The pink pineapples (depicted on an aqua background) were indeed quite gaudy but ornamented a suit with a longer cut. Perhaps it would seem irrational to make the demure choice after having swum buck naked for so long, yet such was my preference. “Daring it shall be,” I concluded.
“You won’t regret it.” My handmaiden held out her hand, and I extended mine to shake it. But she was merely reaching for the hangers.
“Silly me,” I said when our hands collided awkwardly. “I thought I was to receive your congratulations. I will have you know that this is the first swimsuit I have purchased since I was in college.”
“Well then, I’m glad you’re headed back to the water,” she said.
I was about to explain my situation to her when I stopped myself. I laughed and shook my head.
“What’s so amusing?” she said.
“I’m having one of those—what youngsters so blithely
call ‘a senior moment.’ I thank you for your cordial assistance.”
“A genuine pleasure,” she said, and she seemed to mean it.
At the cash register, I counted out exact change and told her I didn’t need a bag. I also remarked that I had not noticed her working there before.
“I started last month,” she said, “and I’m just part-time.”
“Well, I hope to solicit your sartorial discretion in the future.”
“What a charming thing to say.”
“Likewise,” I told her. “There is a dearth of compliments in the world these days.”
She expressed her agreement and handed me my new suit, neatly folded, along with the sales receipt. Then she said, “It’s always nice when the last customer leaves me smiling. Thank you for that.” I glanced at the large school clock on the wall; it was nearly a quarter past five. Almost any other clerk would have rushed me out by now.
She locked the front door behind me and waved through the glass as I settled myself on the red-hot vinyl upholstery of my car.

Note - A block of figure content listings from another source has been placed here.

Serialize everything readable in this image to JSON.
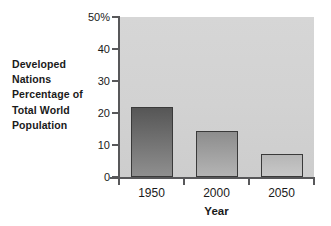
{
  "caption": {
    "lines": [
      "Developed",
      "Nations",
      "Percentage of",
      "Total World",
      "Population"
    ]
  },
  "chart_data": {
    "type": "bar",
    "title": "",
    "subtitle": "",
    "categories": [
      "1950",
      "2000",
      "2050"
    ],
    "values": [
      22,
      14.5,
      7.2
    ],
    "series": [
      {
        "name": "Developed Nations Percentage of Total World Population",
        "values": [
          22,
          14.5,
          7.2
        ]
      }
    ],
    "xlabel": "Year",
    "ylabel": "Developed Nations Percentage of Total World Population",
    "ylim": [
      0,
      50
    ],
    "yticks": [
      0,
      10,
      20,
      30,
      40,
      50
    ],
    "ytick_labels": [
      "0",
      "10",
      "20",
      "30",
      "40",
      "50%"
    ],
    "xtick_labels": [
      "1950",
      "2000",
      "2050"
    ],
    "grid": false,
    "legend": false,
    "legend_position": "none",
    "unit": "%",
    "annotations": []
  },
  "colors": {
    "plot_background": "#d3d3d3",
    "bar_outline": "#3a3a3a",
    "bar1_top": "#565656",
    "bar1_bottom": "#8f8f8f",
    "bar2_top": "#8d8d8d",
    "bar2_bottom": "#b4b4b4",
    "bar3_top": "#b6b6b6",
    "bar3_bottom": "#c8c8c8",
    "axis": "#58585a",
    "text": "#1a1a1a",
    "page_background": "#ffffff"
  }
}
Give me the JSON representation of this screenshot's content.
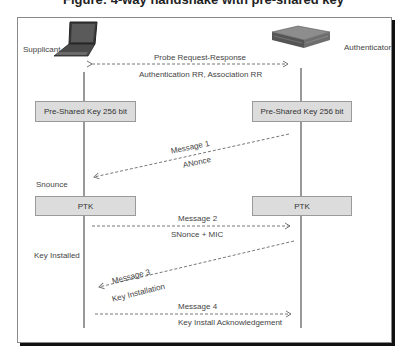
{
  "title": "Figure: 4-way handshake with pre-shared key",
  "entities": {
    "supplicant": {
      "label": "Supplicant",
      "icon": "laptop-icon"
    },
    "authenticator": {
      "label": "Authenticator",
      "icon": "access-point-icon"
    }
  },
  "probe": {
    "top_label": "Probe Request-Response",
    "bottom_label": "Authentication RR, Association RR"
  },
  "psk": {
    "supplicant_label": "Pre-Shared Key 256 bit",
    "authenticator_label": "Pre-Shared Key 256 bit"
  },
  "message1": {
    "title": "Message 1",
    "payload": "ANonce"
  },
  "snounce_label": "Snounce",
  "ptk": {
    "supplicant_label": "PTK",
    "authenticator_label": "PTK"
  },
  "message2": {
    "title": "Message 2",
    "payload": "SNonce + MIC"
  },
  "key_installed_label": "Key Installed",
  "message3": {
    "title": "Message 3",
    "payload": "Key Installation"
  },
  "message4": {
    "title": "Message 4",
    "payload": "Key Install Acknowledgement"
  },
  "colors": {
    "box_fill": "#dcdcdc",
    "line": "#333333",
    "dashed": "#777777",
    "shadow": "#111111"
  }
}
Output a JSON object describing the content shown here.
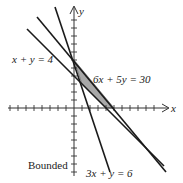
{
  "diagram": {
    "title": "Bounded",
    "axes": {
      "x_label": "x",
      "y_label": "y"
    },
    "lines": [
      {
        "id": "l1",
        "equation": "x + y = 4"
      },
      {
        "id": "l2",
        "equation": "6x + 5y = 30"
      },
      {
        "id": "l3",
        "equation": "3x + y = 6"
      }
    ],
    "region": {
      "label": "Bounded",
      "fill": "#a8a8a8"
    },
    "colors": {
      "line": "#1a1a1a",
      "axis": "#333333",
      "shade": "#a8a8a8"
    }
  }
}
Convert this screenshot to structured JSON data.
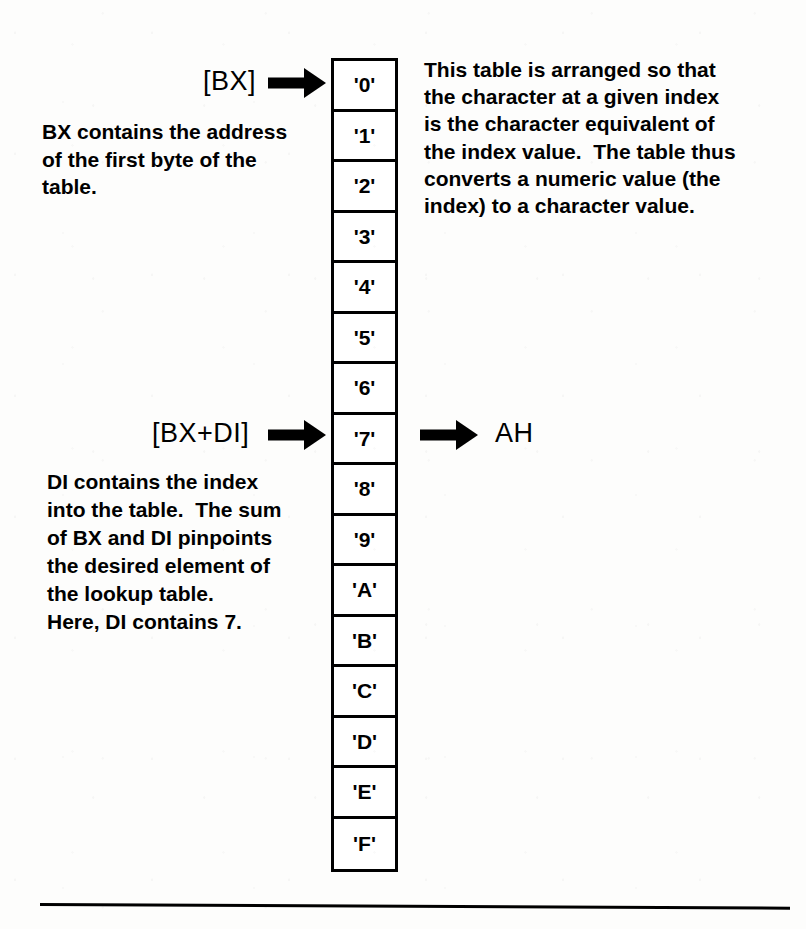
{
  "diagram": {
    "ink_color": "#000000",
    "paper_color": "#fdfdfc"
  },
  "table": {
    "name": "lookup-table",
    "cell_count": 16,
    "cells": [
      {
        "index": 0,
        "label": "'0'"
      },
      {
        "index": 1,
        "label": "'1'"
      },
      {
        "index": 2,
        "label": "'2'"
      },
      {
        "index": 3,
        "label": "'3'"
      },
      {
        "index": 4,
        "label": "'4'"
      },
      {
        "index": 5,
        "label": "'5'"
      },
      {
        "index": 6,
        "label": "'6'"
      },
      {
        "index": 7,
        "label": "'7'"
      },
      {
        "index": 8,
        "label": "'8'"
      },
      {
        "index": 9,
        "label": "'9'"
      },
      {
        "index": 10,
        "label": "'A'"
      },
      {
        "index": 11,
        "label": "'B'"
      },
      {
        "index": 12,
        "label": "'C'"
      },
      {
        "index": 13,
        "label": "'D'"
      },
      {
        "index": 14,
        "label": "'E'"
      },
      {
        "index": 15,
        "label": "'F'"
      }
    ]
  },
  "pointers": {
    "base": {
      "label": "[BX]",
      "target_cell_index": 0,
      "arrow": "right-arrow-icon"
    },
    "indexed": {
      "label": "[BX+DI]",
      "target_cell_index": 7,
      "arrow": "right-arrow-icon"
    },
    "destination": {
      "label": "AH",
      "source_cell_index": 7,
      "arrow": "right-arrow-icon"
    }
  },
  "annotations": {
    "bx_description": "BX contains the address\nof the first byte of the\ntable.",
    "di_description": "DI contains the index\ninto the table.  The sum\nof BX and DI pinpoints\nthe desired element of\nthe lookup table.\nHere, DI contains 7.",
    "table_description": "This table is arranged so that\nthe character at a given index\nis the character equivalent of\nthe index value.  The table thus\nconverts a numeric value (the\nindex) to a character value."
  }
}
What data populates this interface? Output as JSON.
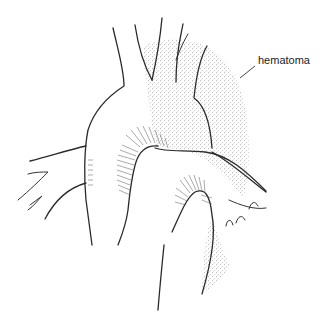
{
  "figure": {
    "labels": [
      {
        "id": "hematoma",
        "text": "hematoma",
        "x": 258,
        "y": 62
      }
    ],
    "colors": {
      "line": "#2a2a2a",
      "stipple": "#555555",
      "background": "#ffffff"
    }
  }
}
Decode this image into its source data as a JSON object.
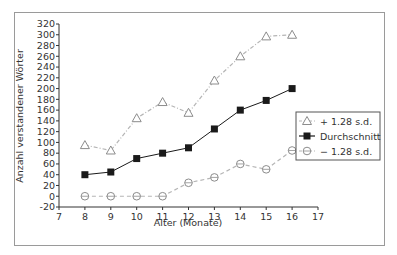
{
  "chart_data": {
    "type": "line",
    "title": "",
    "xlabel": "Alter (Monate)",
    "ylabel": "Anzahl verstandener Wörter",
    "xlim": [
      7,
      17
    ],
    "ylim": [
      -20,
      320
    ],
    "x_ticks": [
      7,
      8,
      9,
      10,
      11,
      12,
      13,
      14,
      15,
      16,
      17
    ],
    "y_ticks": [
      -20,
      0,
      20,
      40,
      60,
      80,
      100,
      120,
      140,
      160,
      180,
      200,
      220,
      240,
      260,
      280,
      300,
      320
    ],
    "grid": false,
    "legend_position": "right-center",
    "x": [
      8,
      9,
      10,
      11,
      12,
      13,
      14,
      15,
      16
    ],
    "series": [
      {
        "name": "+ 1.28 s.d.",
        "marker": "triangle-open",
        "line": "dash-dot",
        "color": "#b5b5b5",
        "values": [
          95,
          85,
          145,
          175,
          155,
          215,
          260,
          297,
          300
        ]
      },
      {
        "name": "Durchschnitt",
        "marker": "square-filled",
        "line": "solid",
        "color": "#1a1a1a",
        "values": [
          40,
          45,
          70,
          80,
          90,
          125,
          160,
          178,
          200
        ]
      },
      {
        "name": "− 1.28 s.d.",
        "marker": "circle-open",
        "line": "dashed",
        "color": "#b5b5b5",
        "values": [
          0,
          0,
          0,
          0,
          25,
          35,
          60,
          50,
          85
        ]
      }
    ]
  }
}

Whatever refreshment I’d gleaned from my earlier swim was moot. All the way home, I kept the windows wide open and drove as fast as I dared along the country roads. (Daring, yes that’s me! I thought, laughing at the image of myself all decked out in oversize magenta pineapples.)
As I approached my driveway, I was chagrined to see the bunch of balloons tied to the much larger mailbox now adjacent to mine, the one that blared elves & fairies (purple letters, sans serif, lowercase). I groaned. “Now it begins,” I muttered. In two hours, the place would be crawling with E & F’s eager-beaver parents. I’d rented the movie Cape Fear (I was on a Mitchum kick) and planned to watch it, with my dinner, in front of a fan in Poppy’s dressing room. Never mind the heat up there; no one would spy on me.